VATICAN CITY - The Vatican on Friday rejected claims that Pope Francis had failed to protect two priests who were kidnapped and tortured by Argentina’s military junta, and said he had in fact helped save lives.
Jorge Mario Bergoglio, the first pope to hail from Latin America, has been criticised for his actions during Argentina’s 1976-1983 “Dirty War”, in which 30,000 people died or disappeared, when he was head of the country’s Jesuits.
His role in the arrest of two Jesuit priests who were abducted and taken to a notorious torture centre by the brutal right-wing junta, has come under intense scrutiny.
Vatican spokesman Federico Lombardi said: “There has never been a credible, concrete accusation against him. The Argentinian justice system... has never charged him with anything.”
He said the campaign against Bergoglio was “well known” but claimed it was defamatory and aimed at discrediting the Church.
“The accusations come from parts of the anti-clerical left to attack the Church and must be denied,” said Lombardi, insisting that Bergoglio “did a lot to protect people during the dictatorship”.
Horacio Verbitsky, a left-wing Argentine author and militant who has written extensively on the Dirty War, claims that he has found witnesses “who confirm Bergoglio’s role in the military government’s crackdown.”
Bergoglio himself has denied any involvement in the priests’ detention, and even says he intervened with the head of the junta, Jorge Videla, to plead for the two men to be freed. They were released after five months.
One of the two priests said on Friday he could take no position on Bergoglio’s role in the events, and wished him “God’s rich blessing for his office”.
Francisco Jalics, who now lives in Germany, said he had spoken to Bergoglio years after his release.
“Afterwards we celebrated mass publicly together and we embraced solemnly. I am reconciled with the events and, for my part, consider them finished,” Jalics said in a statement.
- Avoid ‘pessimism’ -
Francis, who is also the first Jesuit pope, earlier Friday urged the troubled Church that he has inherited not to succumb to “pessimism” and to find new ways of spreading the faith.
“Let us not give in to pessimism, to that bitterness that the devil offers us every day,” he told an audience of the world’s cardinals.
In a reference to the declining number of worshippers in many parts of the world, he urged the cardinals to find “the courage to persevere and also to find new ways to bring evangelisation to the ends of the earth”.
Francis hailed his predecessor Benedict XVI’s historic resignation as a “courageous and humble act”.
The new pope wore the traditional white vestments but also plain black shoes, not the red footwear favoured by his German predecessor, for the address in the 16th-century Clementine Hall in the Apostolic Palace at the Vatican.
He has signalled he will lead a more simple papacy, stripped of the fineries enjoyed by his predecessors.
On Thursday, he gave a stark warning that the Church, wracked by scandal and Vatican infighting, risked becoming just another charitable organisation if it strayed from its true mission.
One million people are expected to attend his inauguration mass on Tuesday.
The new pontiff is also due to meet his predecessor, who has withdrawn to the papal summer residence in Castel Gandolfo, in the coming days.
The surprise election of the son of an Italian emigrant railway worker - who was not among the frontrunners before the cardinals began their confidential deliberations - has sparked hope for change in the Church.
His elevation is being seen as a nod to the Church’s power in Latin America, which is home to 40 percent of the world’s Catholics. In Europe, its traditional power base, it is in decline.
Projecting an image as a simple man of the people, the pope has chosen to name himself after St Francis of Assisi, the 13th century saint who shunned the riches of his family to devote himself to God and the poor.
The Vatican revealed that following his election Francis had chosen to ride in a minibus with his fellow cardinals rather than the papal limousine. He also returned to his lodgings to pay his own bill.
The pope faces the challenge of reforming the Vatican machinery and trying to stem the tide of people in the West who are turning their back on Catholicism.
He must also confront the continuing fallout from the sexual abuse of children by paedophile priests stretching back decades.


▶ [Problem to work on] From the data below, return each line in which the string "Played" is found.

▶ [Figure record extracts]
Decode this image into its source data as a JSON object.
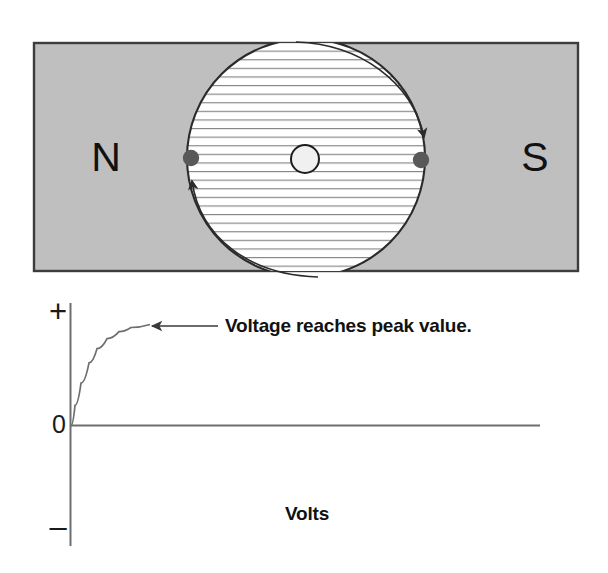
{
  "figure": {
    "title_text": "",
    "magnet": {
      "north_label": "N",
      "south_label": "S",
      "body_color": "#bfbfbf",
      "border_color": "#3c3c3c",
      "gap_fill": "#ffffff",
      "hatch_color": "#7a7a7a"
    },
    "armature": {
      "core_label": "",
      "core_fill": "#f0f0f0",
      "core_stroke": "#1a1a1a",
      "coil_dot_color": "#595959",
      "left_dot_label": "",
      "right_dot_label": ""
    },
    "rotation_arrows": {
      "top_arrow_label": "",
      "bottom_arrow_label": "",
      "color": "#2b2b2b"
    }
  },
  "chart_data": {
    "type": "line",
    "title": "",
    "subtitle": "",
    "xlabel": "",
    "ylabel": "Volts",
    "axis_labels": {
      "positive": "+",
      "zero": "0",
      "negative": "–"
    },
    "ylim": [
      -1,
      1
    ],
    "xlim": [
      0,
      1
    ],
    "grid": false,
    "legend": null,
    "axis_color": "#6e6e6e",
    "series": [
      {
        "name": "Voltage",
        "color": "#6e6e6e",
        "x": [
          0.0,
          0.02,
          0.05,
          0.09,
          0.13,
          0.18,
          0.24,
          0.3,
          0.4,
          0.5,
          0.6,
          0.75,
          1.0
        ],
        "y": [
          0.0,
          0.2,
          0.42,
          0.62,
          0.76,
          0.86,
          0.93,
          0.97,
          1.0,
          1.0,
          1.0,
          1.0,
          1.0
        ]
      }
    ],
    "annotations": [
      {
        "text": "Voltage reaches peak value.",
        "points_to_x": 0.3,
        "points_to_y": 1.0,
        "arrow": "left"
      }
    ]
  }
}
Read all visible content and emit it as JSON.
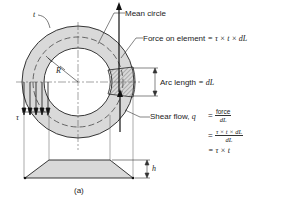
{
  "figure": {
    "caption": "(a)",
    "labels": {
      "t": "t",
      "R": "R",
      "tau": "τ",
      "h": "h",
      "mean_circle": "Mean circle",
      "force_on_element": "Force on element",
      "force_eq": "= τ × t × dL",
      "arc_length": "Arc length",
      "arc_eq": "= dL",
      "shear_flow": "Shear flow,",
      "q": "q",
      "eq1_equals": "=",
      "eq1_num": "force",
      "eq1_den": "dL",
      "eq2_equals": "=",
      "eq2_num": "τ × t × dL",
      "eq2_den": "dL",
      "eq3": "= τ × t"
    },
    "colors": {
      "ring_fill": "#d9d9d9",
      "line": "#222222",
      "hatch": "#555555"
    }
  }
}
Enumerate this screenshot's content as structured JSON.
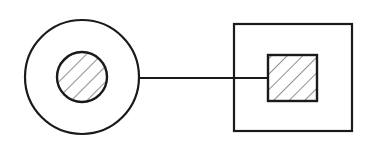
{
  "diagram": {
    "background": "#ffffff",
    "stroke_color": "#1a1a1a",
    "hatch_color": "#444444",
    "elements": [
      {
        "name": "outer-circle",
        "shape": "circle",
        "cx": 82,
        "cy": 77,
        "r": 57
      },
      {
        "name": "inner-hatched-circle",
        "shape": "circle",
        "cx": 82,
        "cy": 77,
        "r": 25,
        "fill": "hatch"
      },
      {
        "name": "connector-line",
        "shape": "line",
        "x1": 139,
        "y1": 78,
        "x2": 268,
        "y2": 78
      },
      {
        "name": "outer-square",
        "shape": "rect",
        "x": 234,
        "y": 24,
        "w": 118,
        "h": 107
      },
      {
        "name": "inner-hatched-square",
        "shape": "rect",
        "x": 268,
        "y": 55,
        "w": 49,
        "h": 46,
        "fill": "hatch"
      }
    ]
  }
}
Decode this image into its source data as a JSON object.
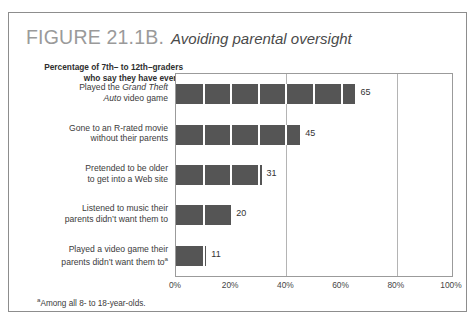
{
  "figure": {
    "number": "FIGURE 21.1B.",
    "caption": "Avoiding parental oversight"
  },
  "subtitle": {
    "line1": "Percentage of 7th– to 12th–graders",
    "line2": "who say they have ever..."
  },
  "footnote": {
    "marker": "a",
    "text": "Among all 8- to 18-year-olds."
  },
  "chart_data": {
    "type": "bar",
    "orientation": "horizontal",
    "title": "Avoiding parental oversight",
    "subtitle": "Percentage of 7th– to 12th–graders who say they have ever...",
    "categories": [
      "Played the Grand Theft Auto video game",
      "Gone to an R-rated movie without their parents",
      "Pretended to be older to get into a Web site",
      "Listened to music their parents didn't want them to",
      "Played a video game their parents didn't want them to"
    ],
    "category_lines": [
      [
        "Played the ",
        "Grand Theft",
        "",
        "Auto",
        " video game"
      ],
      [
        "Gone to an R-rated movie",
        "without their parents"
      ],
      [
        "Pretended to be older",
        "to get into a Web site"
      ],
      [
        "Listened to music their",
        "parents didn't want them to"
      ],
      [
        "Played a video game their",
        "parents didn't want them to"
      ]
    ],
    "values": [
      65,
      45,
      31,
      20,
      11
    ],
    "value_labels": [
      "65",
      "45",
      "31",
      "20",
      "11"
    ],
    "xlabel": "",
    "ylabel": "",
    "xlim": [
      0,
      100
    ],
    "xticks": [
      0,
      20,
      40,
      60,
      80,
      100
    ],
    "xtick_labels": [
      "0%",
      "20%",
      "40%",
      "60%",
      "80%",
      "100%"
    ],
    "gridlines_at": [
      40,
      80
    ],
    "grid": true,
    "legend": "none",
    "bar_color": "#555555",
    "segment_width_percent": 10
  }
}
--
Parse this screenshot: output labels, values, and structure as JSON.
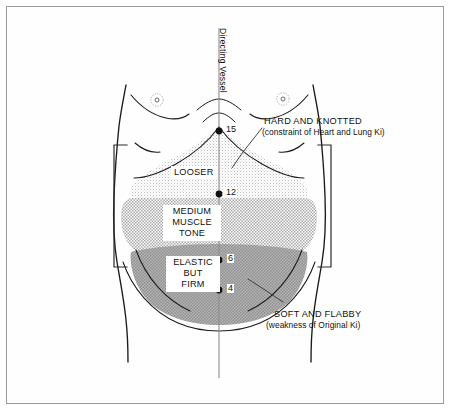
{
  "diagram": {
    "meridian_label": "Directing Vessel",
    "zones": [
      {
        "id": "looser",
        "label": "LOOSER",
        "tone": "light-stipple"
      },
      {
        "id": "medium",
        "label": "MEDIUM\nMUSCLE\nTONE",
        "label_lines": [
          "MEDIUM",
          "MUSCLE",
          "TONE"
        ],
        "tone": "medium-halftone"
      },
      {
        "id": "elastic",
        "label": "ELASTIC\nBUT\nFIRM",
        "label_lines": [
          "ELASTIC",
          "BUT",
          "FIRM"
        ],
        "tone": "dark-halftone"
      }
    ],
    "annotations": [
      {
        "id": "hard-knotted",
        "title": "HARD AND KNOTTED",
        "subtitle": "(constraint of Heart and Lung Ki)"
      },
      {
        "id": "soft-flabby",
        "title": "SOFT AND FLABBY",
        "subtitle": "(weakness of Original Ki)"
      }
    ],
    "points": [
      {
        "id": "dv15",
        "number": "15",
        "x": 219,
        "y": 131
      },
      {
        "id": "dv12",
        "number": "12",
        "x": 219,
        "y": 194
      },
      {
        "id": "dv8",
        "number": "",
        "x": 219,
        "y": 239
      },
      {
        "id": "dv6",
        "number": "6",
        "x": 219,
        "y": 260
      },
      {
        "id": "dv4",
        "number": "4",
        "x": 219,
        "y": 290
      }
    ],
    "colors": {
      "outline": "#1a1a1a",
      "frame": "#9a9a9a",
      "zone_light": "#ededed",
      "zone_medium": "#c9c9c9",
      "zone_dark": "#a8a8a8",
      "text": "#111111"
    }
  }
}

▶ [Solved problem]
      "Played the Grand Theft Auto video game",
      "Played a video game their parents didn't want them to"
        "Played the ",
        "Played a video game their",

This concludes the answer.